For much of my life, I, like most people, regarded the pursuit of happiness as largely a selfish pursuit. One of the great revelations of middle age has been that happiness, far from being only a selfish pursuit, is a moral demand.
When we think of character traits we rightly think of honesty, integrity, moral courage, and acts of altruism. Few people include happiness in any list of character traits or moral achievements.
But happiness is both.
Happiness — or at least acting happy, or at the very least not inflicting one’s unhappiness on others — is no less important in making the world better than any other human trait.
With some exceptions, happy people make the world better and unhappy people make it worse. This is true on the personal (micro) and global (macro) planes.
On the micro plane:
Consider the effects of an unhappy parent on a child. Ask people raised by an unhappy parent if that unhappiness hurt them.
Consider the effects of an unhappy spouse on a marriage.
Consider the effects of unhappy children on their parents. I know a couple that has four middle-aged children of whom three are truly extraordinary people, inordinately well adjusted and decent. The fourth child has been unhappy most of his life and has been a never-ending source of pain to the parents. That one child’s unhappiness has always overshadowed the joy that the parents experience from the other three children. Hence the saying that one is no happier than one’s least happy child.
Consider the effects of a brooding co-worker on your and your fellow workers’ morale — not to mention the huge difference between working for a happy or a moody employer.
We should regard bad moods as we do offensive body odor. Just as we shower each day so as not to inflict our body odors on others, so we should monitor our bad moods so as not to inflict them on others. We shower partly for ourselves and partly out of obligation to others. The same should hold true vis a vis moods; and just as we avoid those who do not do something about their body odor we should avoid whenever possible those who do nothing about their bad moods.
The flip side of the damage unhappy people do when they subject others to their unhappiness is the good that people do when they are, or at least act, happy. Just think of how much more you want to help people when you are in particularly happy mood and you realize how much more good the happy are likely to do.
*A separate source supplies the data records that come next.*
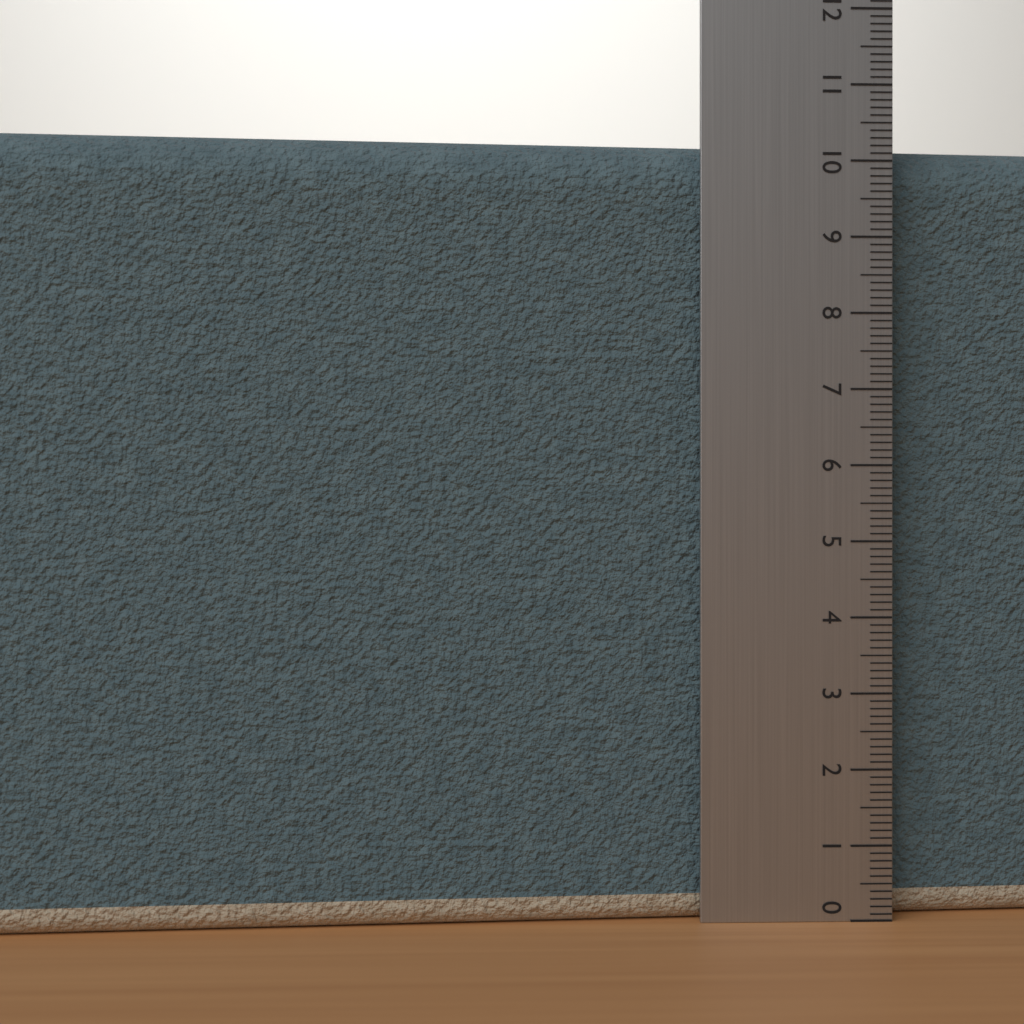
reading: 10.3 (no unit)
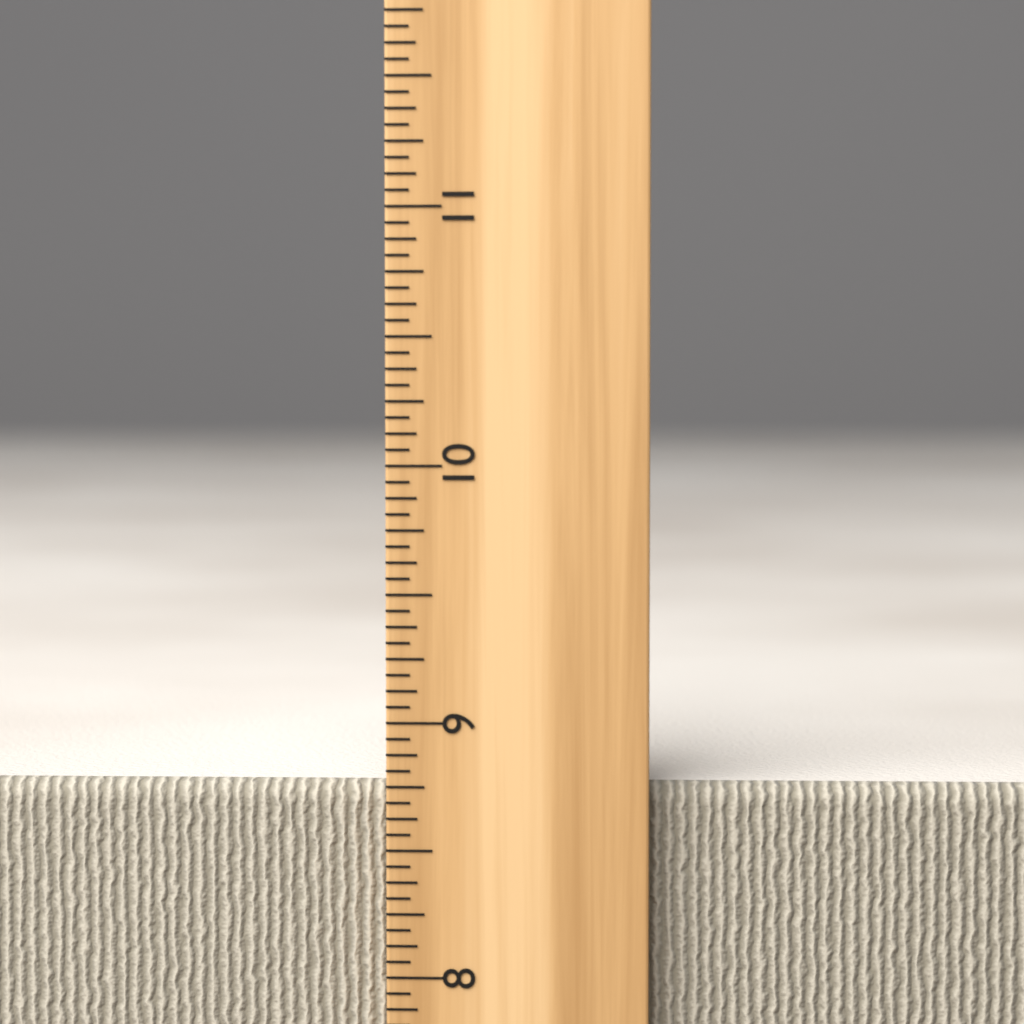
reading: 8.7500 inch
On the macro plane, the case for the relationship between happiness and goodness is as apparent.
It is safe to say that the happiest Germans were not those who joined the Nazi Party. Nor did the happiest Europeans become Communists. And happy Muslims are not generally among those who extol death. The motto of Hamas and other Islamic groups engaged in terror, “We love death as much as [Americans, Jews] love life,” does not appeal to happy Muslims.
Cults, hysteria and mass movements all appeal to the unhappy far more than to the happy. It is one more example of the genius of America’s Founders to include “life, liberty and the pursuit of happiness” in the Declaration of Independence. No other major civilization so enshrined happiness as a core value. This American belief in the moral and societal merit in pursuing happiness is a major reason America has developed differently than Europe. The American emphasis on happiness is one reason no fanatical political or religious movement, Left or Right, has been able to succeed in America as such movements have repeatedly succeeded in Europe.
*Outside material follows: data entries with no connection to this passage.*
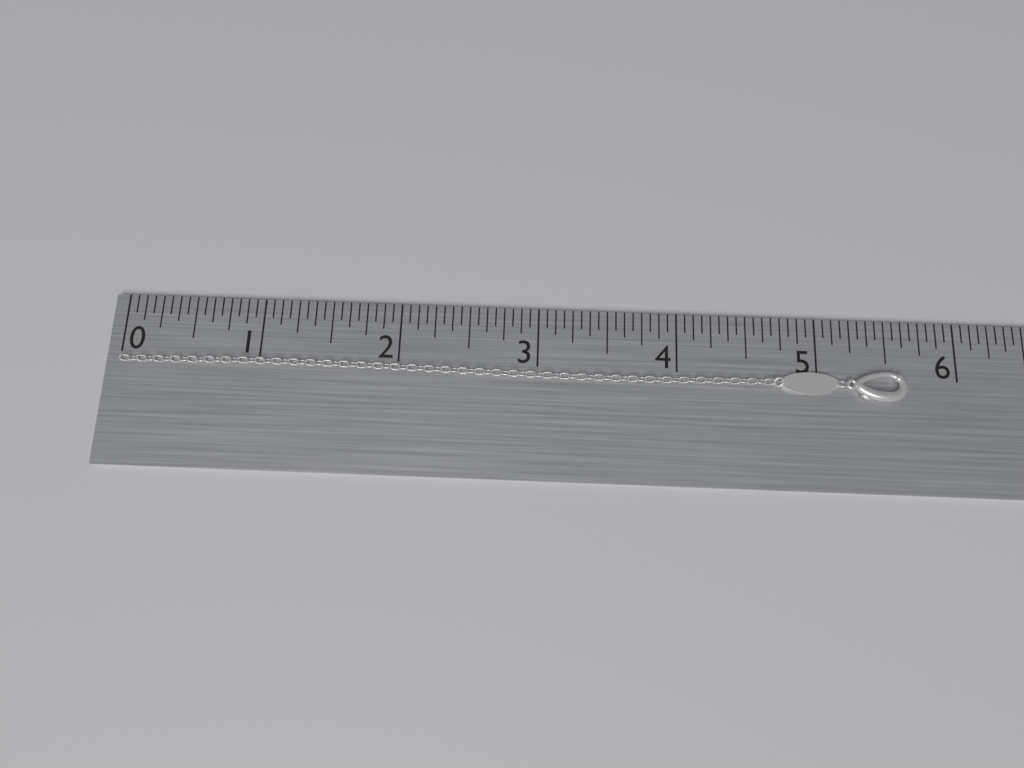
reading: 5.6250 in
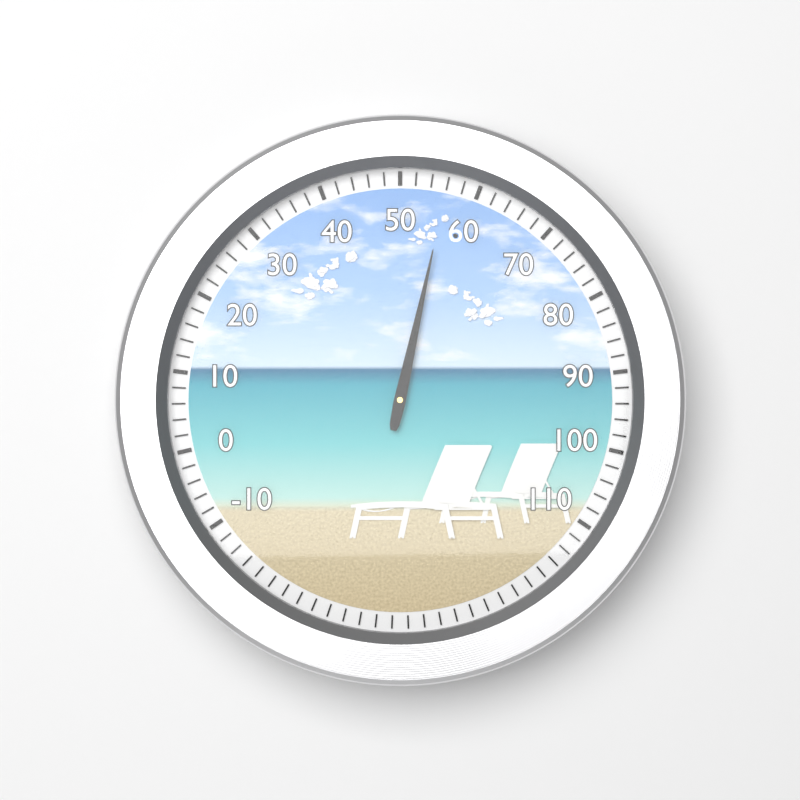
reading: 56 (no unit)
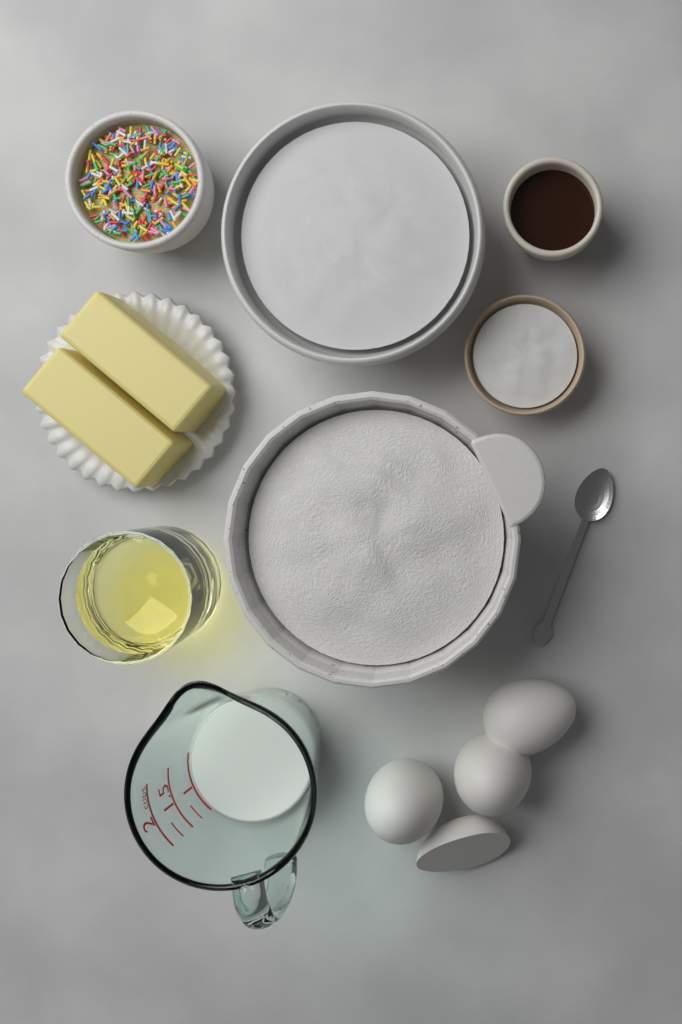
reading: 1.00 cups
The pursuit of happiness is not the pursuit of pleasure. The pursuit of pleasure is hedonism, and hedonists are not happy because the intensity and amount of pleasure must constantly be increased in order for hedonism to work. Pleasure for the hedonist is a drug.
But the pursuit of happiness is noble. It benefits everyone around the individual pursuing it, and it benefits humanity. And that is why happiness is a moral obligation.